Culture

Vladimir Putin's Insecurity Fuels the Russian Tech Industry

Russia's "Troll Army" is mastering the art of cyber propaganda.

by Peter Rugg
YouTube

Vladimir Putin wants desperately to convince you he’s a man of action. A graduate of the “Sun’s Out, Guns Out” School of Politics, he’s posed shirtless on horseback, given martial arts demonstrations, and claims to have retrieved ancient relics from the deep. But a fresh lawsuit from a former professional web troll for the Russian government provides a glimpse behind the curtain of Putin propaganda. And the heart of the Russian president is not strong like bear, but weak like teacup pig.

In her lawsuit, Lyudmila Savchuk says that in December she was hired to work 12-hour shifts posting comments on assigned political subjects across the web in exchange for a monthly salary of 41,000 rubles, or $778 dollars, cash in hand. The paperwork, tax-free pay system provides the legal pretext of her suit, which her attorney says is really just an excuse to force the troll army into the limited Russian sunlight. St. Petersburg human rights organization Kommanda-29 is already using the court action to go after documents on the organization's workings.

Putin’s battle for the hearts and minds of LiveJournal was revealed to the world last month in a Guardian expose. Bloggers would toil in cyber salt mines, camouflaging their political agenda with seemingly harmless posts like “Europe’s 20 Most Beautiful Castles” so readers couldn’t tell the grassroots from the astroturf.

"The scariest thing is when you talk to your friends and they are repeating the same things you saw in the technical tasks, and you realize that all of this is having an effect," one worker said. 

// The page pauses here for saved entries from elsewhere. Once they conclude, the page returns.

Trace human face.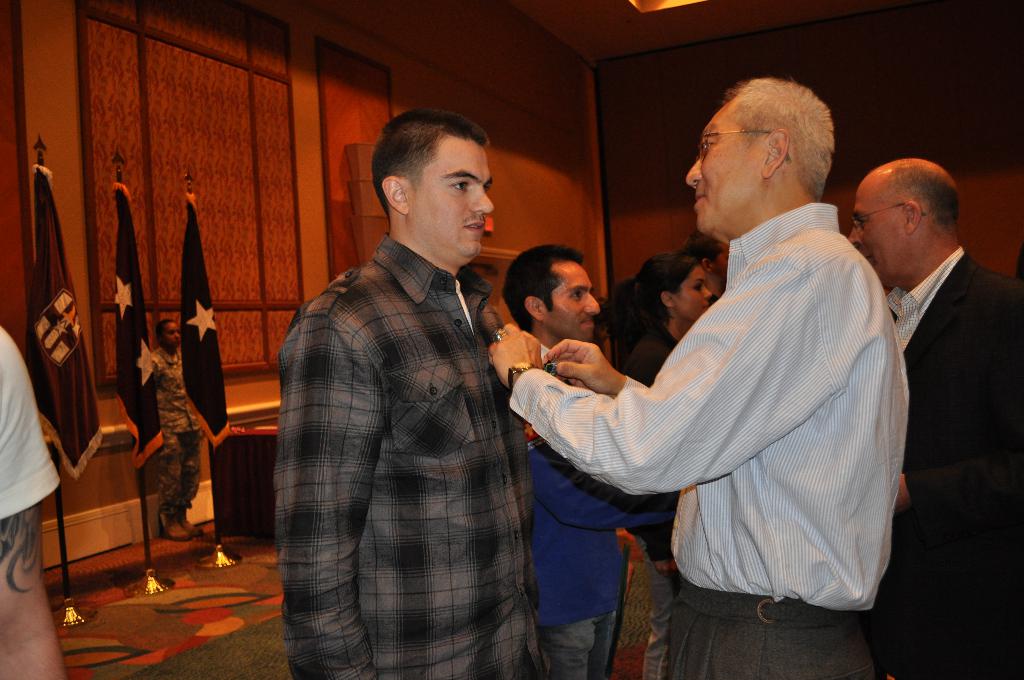
Traced to x1=685, y1=106, x2=764, y2=235.
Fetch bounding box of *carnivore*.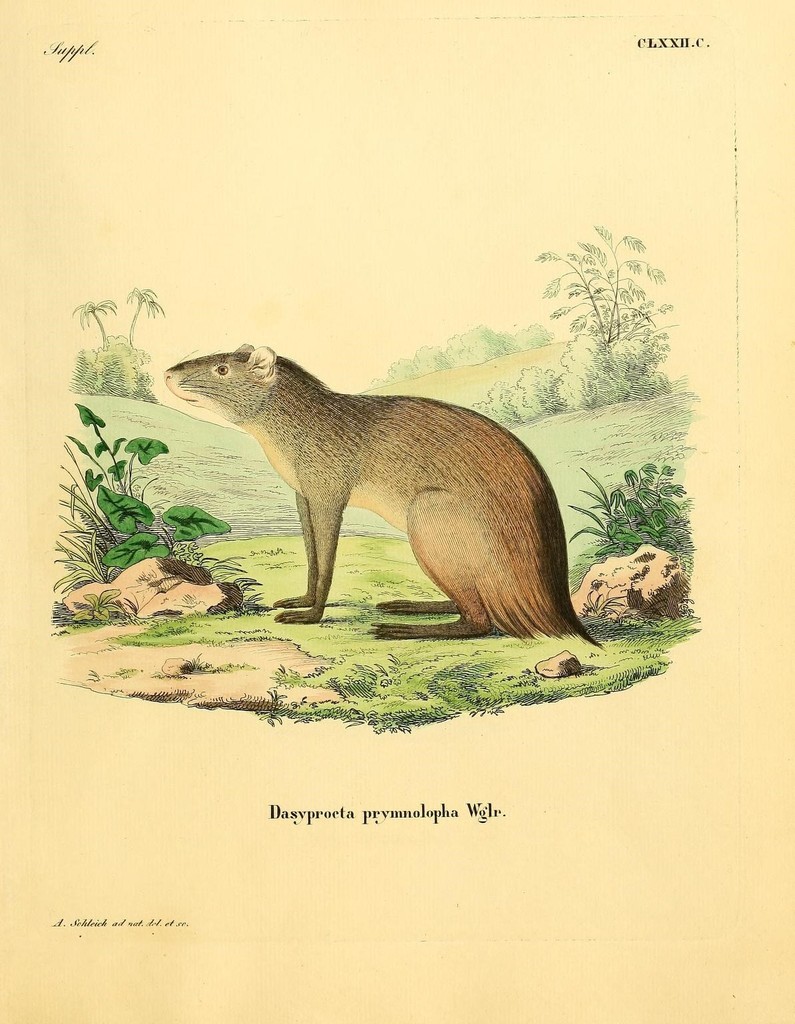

Hopefully this suit results in some good old fashioned public oversight, but given Putin’s unsettling history of disappearances, assassinations, and incarcerations, any blog commenters looking to pile onto their president should probably reconsider. Putin wants the Internet to like him, and making the Internet like anything requires an industrial-level operation. We may now get to see just how huge the Kremlin’s machine really is.